Aasia Bibi was sentenced to hang in Pakistain's central province of Punjab this month after being found guilty of insulting the Prophet Mohammed.

Pope Benedict XVI last week called for Bibi's release and said Christians in Pakistain were "often victims of violence and discrimination."

"According to my own investigation, it was a personal dispute and she did not commit blasphemy," said Pakistain's minister for minority affairs, Shahbaz Bhatti, who is himself a Christian.

He said Zardari had commissioned him to investigate the case. "I will hopefully submit my report to the president on Wednesday and recommend to him to grant pardon to Aasia Bibi".

"Bibi is innocent and the case against her is baseless."

Punjab governor Salman Taseer on Sunday became the first senior government official to appeal to Zardari for clemency after visiting Bibi in prison.

"We have forwarded her petition to President Asif Ali Ten Percent Zardari
... husband of the late Benazir Bhutto, who has been singularly lacking in curiosity about who done her in ...
and it is with him," Taseer told AFP. "She is poor and belongs to a minority community and should be pardoned."

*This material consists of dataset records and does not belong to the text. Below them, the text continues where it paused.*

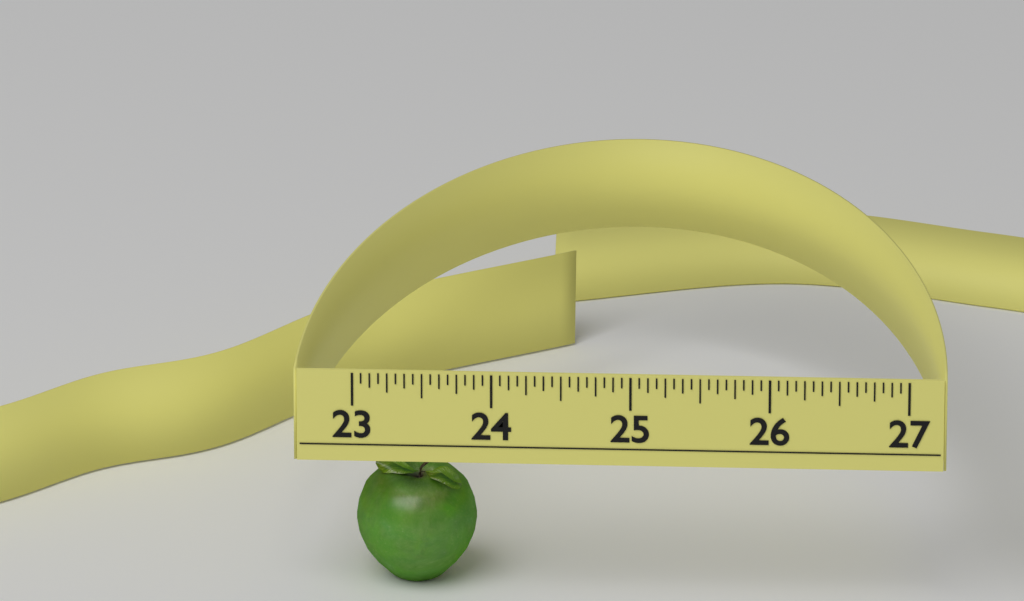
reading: 23.8750 (no unit)
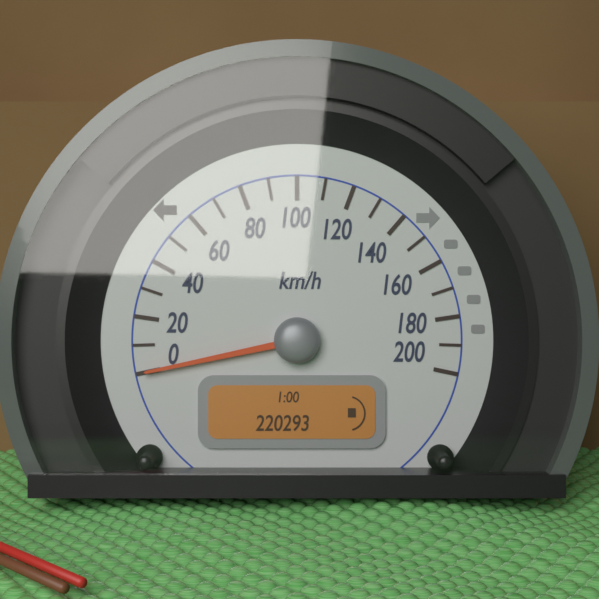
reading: 0 km/h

But the presidency told AFP on Monday it had received no petition.

Rights activists say Pakistain's controversial blasphemy law, which is punishable by death, encourages extremism in the Mohammedan country.

The case began in June 2009 when Bibi was asked to fetch water while out working in the fields. Mohammedan women labourers objected, saying that as a non-Mohammedan, she should not touch the water bowl.

Bibi was later jugged by police and prosecuted after Mohammedan women complained that she made derogatory remarks about the Prophet Mohammed.

Rights activists and pressure groups say it is the first time that a woman had been sentenced to hang in Pakistain for blasphemy.

Only around three per cent of Pakistain's population of 167 million are estimated to be non-Mohammedan.